IAM Petition on China

IAM Petition on China's Denial of Workers' Rights

The AFL-CIO and the 14 unions in the Industrial Union Council, including the IAM, filed a historic peittion with the U.S. Trade Representative March 16, 2004, documenting how China''s systematic repression of workers'' rights gives that country an unfair trade advantage and costs some 727,000 U.S. jobs.  The petition called on the Bush administration to take immeidate action to impose trade remedies against China and negotiate a binding agreement to reduce the trade remedies if China enforces workers'' rights.

The petition was filed under Section 301 of the Trade Act of 1974, which allows the government to act against countries that engage in unfair trade practices against the United States.  Although the regulation has been used extensively to protect corporate interests, this is the first time Section 301 has been invoked to protest a nation''s labor practices.

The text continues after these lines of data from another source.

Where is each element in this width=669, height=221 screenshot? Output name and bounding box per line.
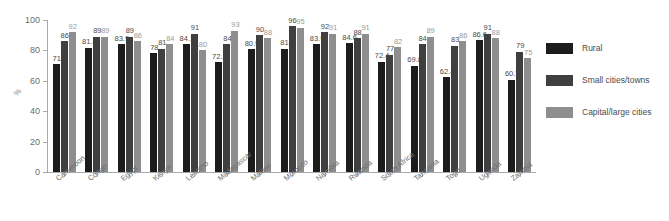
legend-swatch: [546, 75, 573, 86]
bar-value-label: 91: [355, 24, 377, 32]
bar: [492, 38, 499, 172]
bar-value-label: 88: [257, 29, 279, 37]
bar-group: 72.28493: [215, 20, 238, 172]
bar: [93, 37, 100, 172]
bar-value-label: 91: [322, 24, 344, 32]
bar-group: 83.98986: [118, 20, 141, 172]
bar: [281, 49, 288, 172]
bar: [256, 35, 263, 172]
legend-label: Rural: [582, 43, 602, 53]
legend-label: Capital/large cities: [582, 107, 651, 117]
legend-item: Capital/large cities: [546, 100, 666, 124]
legend-label: Small cities/towns: [582, 75, 650, 85]
bar: [378, 62, 385, 172]
y-axis-tick-label: 40: [0, 107, 40, 116]
bar-group: 83.99291: [313, 20, 336, 172]
bar: [362, 34, 369, 172]
bar: [476, 40, 483, 172]
bar: [386, 55, 393, 172]
bar: [321, 32, 328, 172]
bar: [451, 46, 458, 172]
y-axis-tick-label: 0: [0, 168, 40, 177]
bar: [313, 44, 320, 172]
bar-value-label: 82: [387, 38, 409, 46]
bar-value-label: 80: [192, 41, 214, 49]
bar: [419, 44, 426, 172]
bar-chart: % 020406080100 71869281.8898983.98986788…: [0, 0, 669, 221]
bar: [346, 43, 353, 172]
bar-value-label: 88: [485, 29, 507, 37]
bar: [69, 32, 76, 172]
bar-value-label: 95: [290, 18, 312, 26]
legend-swatch: [546, 43, 573, 54]
bar-value-label: 92: [62, 23, 84, 31]
bar-value-label: 91: [184, 24, 206, 32]
bar: [516, 52, 523, 172]
bar: [191, 34, 198, 172]
bar: [297, 28, 304, 172]
bar: [53, 64, 60, 172]
bar-value-label: 75: [517, 49, 539, 57]
bar-value-label: 93: [224, 21, 246, 29]
bar: [118, 44, 125, 172]
bar-group: 819695: [281, 20, 304, 172]
y-axis-title: %: [12, 87, 23, 98]
y-axis-tick-label: 20: [0, 138, 40, 147]
bar-group: 81.88989: [85, 20, 108, 172]
bar-group: 86.69188: [476, 20, 499, 172]
legend-item: Small cities/towns: [546, 68, 666, 92]
bar: [289, 26, 296, 172]
bar-value-label: 89: [420, 27, 442, 35]
bar-group: 718692: [53, 20, 76, 172]
bar-group: 80.99088: [248, 20, 271, 172]
plot-area: 71869281.8898983.9898678818484.1918072.2…: [47, 20, 535, 172]
legend-item: Rural: [546, 36, 666, 60]
legend-swatch: [546, 107, 573, 118]
bar: [264, 38, 271, 172]
bar: [231, 31, 238, 172]
bar: [183, 44, 190, 172]
bar-group: 60.77975: [508, 20, 531, 172]
bar: [85, 48, 92, 172]
bar-group: 69.88489: [411, 20, 434, 172]
bar-group: 84.68891: [346, 20, 369, 172]
bar: [215, 62, 222, 172]
chart-legend: RuralSmall cities/townsCapital/large cit…: [546, 36, 666, 132]
bar: [126, 37, 133, 172]
bar: [101, 37, 108, 172]
y-axis-tick-label: 60: [0, 77, 40, 86]
bar: [394, 47, 401, 172]
bar-group: 84.19180: [183, 20, 206, 172]
bar: [524, 58, 531, 172]
bar-group: 72.47782: [378, 20, 401, 172]
bar: [199, 50, 206, 172]
bar: [459, 41, 466, 172]
bar: [134, 41, 141, 172]
bar: [61, 41, 68, 172]
bar: [354, 38, 361, 172]
bar: [329, 34, 336, 172]
bar-group: 788184: [150, 20, 173, 172]
bar: [443, 77, 450, 172]
y-axis-tick-label: 80: [0, 46, 40, 55]
bar: [166, 44, 173, 172]
bar: [427, 37, 434, 172]
bar-value-label: 86: [127, 32, 149, 40]
bar: [158, 49, 165, 172]
bar: [150, 53, 157, 172]
bar: [223, 44, 230, 172]
bar: [484, 34, 491, 172]
bar: [508, 80, 515, 172]
y-axis-tick: [43, 172, 48, 173]
bar-group: 62.48386: [443, 20, 466, 172]
y-axis-tick-label: 100: [0, 16, 40, 25]
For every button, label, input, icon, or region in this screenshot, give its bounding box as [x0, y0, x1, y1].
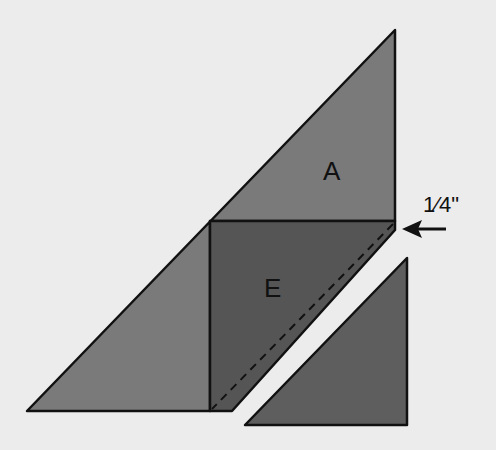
quilt-diagram: A E 1⁄4" — [0, 0, 496, 450]
arrow-left-icon — [402, 220, 446, 238]
label-a: A — [323, 156, 341, 186]
label-e: E — [264, 273, 281, 303]
measurement-label: 1⁄4" — [423, 192, 459, 217]
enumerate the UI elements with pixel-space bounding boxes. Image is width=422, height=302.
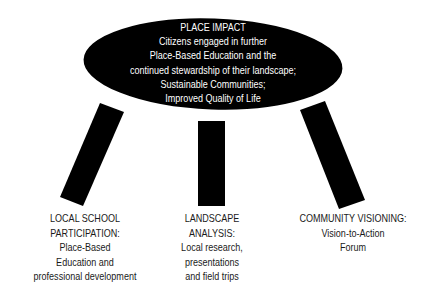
label-landscape-analysis: LANDSCAPE ANALYSIS: Local research, pres… [159, 211, 266, 284]
label-line: Education and [25, 255, 145, 270]
place-impact-line: Sustainable Communities; [101, 77, 325, 91]
place-impact-line: Place-Based Education and the [101, 48, 325, 62]
label-line: Forum [299, 240, 407, 255]
place-impact-line: Citizens engaged in further [101, 34, 325, 48]
label-local-school-participation: LOCAL SCHOOL PARTICIPATION: Place-Based … [25, 211, 145, 284]
label-line: Vision-to-Action [299, 226, 407, 241]
label-heading: LOCAL SCHOOL [25, 211, 145, 226]
place-impact-text: PLACE IMPACT Citizens engaged in further… [101, 20, 325, 105]
label-line: presentations [159, 255, 266, 270]
label-line: and field trips [159, 269, 266, 284]
label-heading: ANALYSIS: [159, 226, 266, 241]
three-legged-stool-diagram: PLACE IMPACT Citizens engaged in further… [0, 0, 422, 302]
leg-left [60, 103, 124, 206]
label-line: professional development [25, 269, 145, 284]
label-line: Local research, [159, 240, 266, 255]
label-line: Place-Based [25, 240, 145, 255]
place-impact-line: continued stewardship of their landscape… [101, 63, 325, 77]
label-heading: PARTICIPATION: [25, 226, 145, 241]
leg-right [300, 101, 365, 209]
label-heading: COMMUNITY VISIONING: [299, 211, 407, 226]
leg-middle [198, 121, 225, 206]
place-impact-line: Improved Quality of Life [101, 91, 325, 105]
label-community-visioning: COMMUNITY VISIONING: Vision-to-Action Fo… [299, 211, 407, 255]
place-impact-title: PLACE IMPACT [101, 20, 325, 34]
label-heading: LANDSCAPE [159, 211, 266, 226]
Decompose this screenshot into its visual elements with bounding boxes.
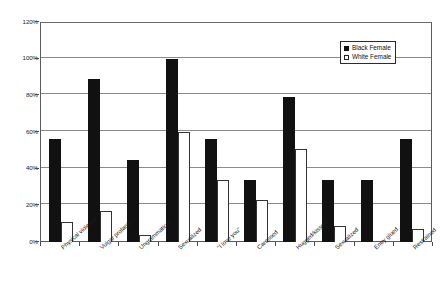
bar-black-female: [244, 180, 256, 242]
x-tick-label: Ungrammatical: [138, 246, 143, 251]
bar-chart: 0%20%40%60%80%100%120% Physical violence…: [0, 0, 444, 301]
bar-black-female: [166, 59, 178, 242]
bar-black-female: [361, 180, 373, 242]
y-tick-mark: [35, 58, 39, 59]
bar-group: [275, 22, 314, 242]
y-tick-label: 40%: [4, 165, 38, 171]
bar-black-female: [127, 160, 139, 243]
bar-black-female: [283, 97, 295, 242]
legend-item-white-female: White Female: [344, 53, 391, 61]
y-tick-label: 80%: [4, 92, 38, 98]
y-tick-mark: [35, 168, 39, 169]
y-tick-mark: [35, 94, 39, 95]
legend-label: White Female: [352, 53, 391, 61]
bar-white-female: [178, 132, 190, 242]
y-tick-mark: [35, 241, 39, 242]
x-axis-labels: Physical violenceVulgar profanityUngramm…: [40, 246, 432, 301]
bar-group: [392, 22, 431, 242]
bar-group: [197, 22, 236, 242]
y-tick-label: 100%: [4, 55, 38, 61]
x-tick-label: Entry glued: [373, 246, 378, 251]
y-tick-mark: [35, 21, 39, 22]
y-tick-label: 20%: [4, 202, 38, 208]
bar-black-female: [49, 139, 61, 242]
y-tick-label: 120%: [4, 19, 38, 25]
bar-white-female: [217, 180, 229, 242]
bar-group: [41, 22, 80, 242]
x-tick-label: Vulgar profanity: [99, 246, 104, 251]
y-tick-mark: [35, 131, 39, 132]
y-tick-label: 0%: [4, 239, 38, 245]
x-tick-label: Hugged/kissed: [295, 246, 300, 251]
y-tick-label: 60%: [4, 129, 38, 135]
bar-white-female: [295, 149, 307, 243]
x-tick-label: "I love you": [216, 246, 221, 251]
bar-black-female: [205, 139, 217, 242]
y-tick-mark: [35, 204, 39, 205]
bar-black-female: [322, 180, 334, 242]
bar-group: [236, 22, 275, 242]
bar-group: [80, 22, 119, 242]
x-tick-label: Physical violence: [60, 246, 65, 251]
filled-square-icon: [344, 46, 349, 51]
x-tick-label: Caressed: [256, 246, 261, 251]
bar-black-female: [400, 139, 412, 242]
x-tick-mark: [432, 242, 433, 246]
bar-group: [119, 22, 158, 242]
legend-item-black-female: Black Female: [344, 44, 391, 52]
y-axis: 0%20%40%60%80%100%120%: [0, 22, 38, 242]
hollow-square-icon: [344, 55, 349, 60]
chart-legend: Black Female White Female: [340, 41, 396, 64]
x-tick-label: Sexualized: [334, 246, 339, 251]
bar-group: [158, 22, 197, 242]
x-tick-label: Sexualized: [177, 246, 182, 251]
x-tick-label: Restrained: [412, 246, 417, 251]
legend-label: Black Female: [352, 44, 391, 52]
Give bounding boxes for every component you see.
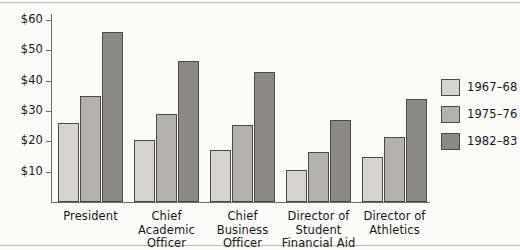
y-axis-tick-label: $40 — [3, 75, 43, 87]
y-axis-tick-label: $20 — [3, 135, 43, 147]
y-axis-tick — [46, 50, 51, 51]
bar — [384, 137, 405, 202]
bar — [406, 99, 427, 202]
legend-swatch — [441, 106, 460, 123]
category-label-line: Athletics — [335, 224, 455, 238]
bar — [232, 125, 253, 202]
bar-group — [362, 14, 433, 202]
y-axis-tick — [46, 111, 51, 112]
bar-group — [286, 14, 357, 202]
legend-swatch — [441, 133, 460, 150]
y-axis-line — [51, 14, 52, 202]
bar — [210, 150, 231, 202]
bar-group — [58, 14, 129, 202]
y-axis-tick — [46, 141, 51, 142]
category-label-line: Financial Aid — [259, 237, 379, 250]
bar — [134, 140, 155, 202]
bar — [58, 123, 79, 202]
legend-label: 1975–76 — [467, 107, 517, 121]
legend-swatch — [441, 79, 460, 96]
bar — [80, 96, 101, 202]
bar — [254, 72, 275, 202]
y-axis-tick-label: $30 — [3, 105, 43, 117]
x-axis-category-label: Director ofAthletics — [335, 210, 455, 237]
frame-top-rule — [0, 2, 520, 3]
y-axis-tick-label: $50 — [3, 44, 43, 56]
bar — [330, 120, 351, 202]
x-axis-line — [51, 202, 430, 203]
legend-label: 1967–68 — [467, 80, 517, 94]
bar — [156, 114, 177, 202]
y-axis-tick-label: $60 — [3, 14, 43, 26]
chart-page: $10$20$30$40$50$60 PresidentChiefAcademi… — [0, 0, 520, 250]
y-axis-tick — [46, 20, 51, 21]
plot-area — [51, 14, 430, 202]
bar — [102, 32, 123, 202]
bar — [362, 157, 383, 202]
bar-group — [134, 14, 205, 202]
category-label-line: Director of — [335, 210, 455, 224]
bar — [308, 152, 329, 202]
y-axis-tick — [46, 172, 51, 173]
bar — [286, 170, 307, 202]
bar-group — [210, 14, 281, 202]
y-axis-tick-label: $10 — [3, 166, 43, 178]
legend-label: 1982–83 — [467, 134, 517, 148]
bar — [178, 61, 199, 202]
y-axis-tick — [46, 81, 51, 82]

China prevents workers from joining unions and bargaining collectively, denies its citizens safe working conditions, provides no minimum wage and uses forced labor.  As a result, Chinese workers'' wages are between 47 percent and 86 percent lower than they should be, which in turn reduces the price of Chinese manufactured goods by 11 percent to 44 percent.  If China did not violate workers'' rights, the price of Chinese manufactured goods would increase by 12 percent to 77 percent, according to the petition.

This unfair advantage has created a U.S. trade deficit with China of more than $124 billion last year, the largest deficit with one country in U.S. history.  The U.S. monthly trade deficit in March 2004 stood at a record $46 billion, one quarter of it -- $10.4 billion -- with China.  The trade deficit affects the nation''s jobs:  America''s workers lose jobs as companies move overseas and products that once were made in the United States are imported here.  More than 2.7 million U.S. manufacturing jobs have been lost since George W. Bush took office in January 2001.

The Bush administration rejected the AFL-CIO''s petition April 28, 2004.  The federation accepted an invitation May 12 from China''s Vice Premier Wu Yi to travel to China to investigate Chinese working conditions.  In a letter to Wu, the AFL-CIO asked that the union delegation be given the same freedom to travel throughout the country as Chinese delegations are given in the United States.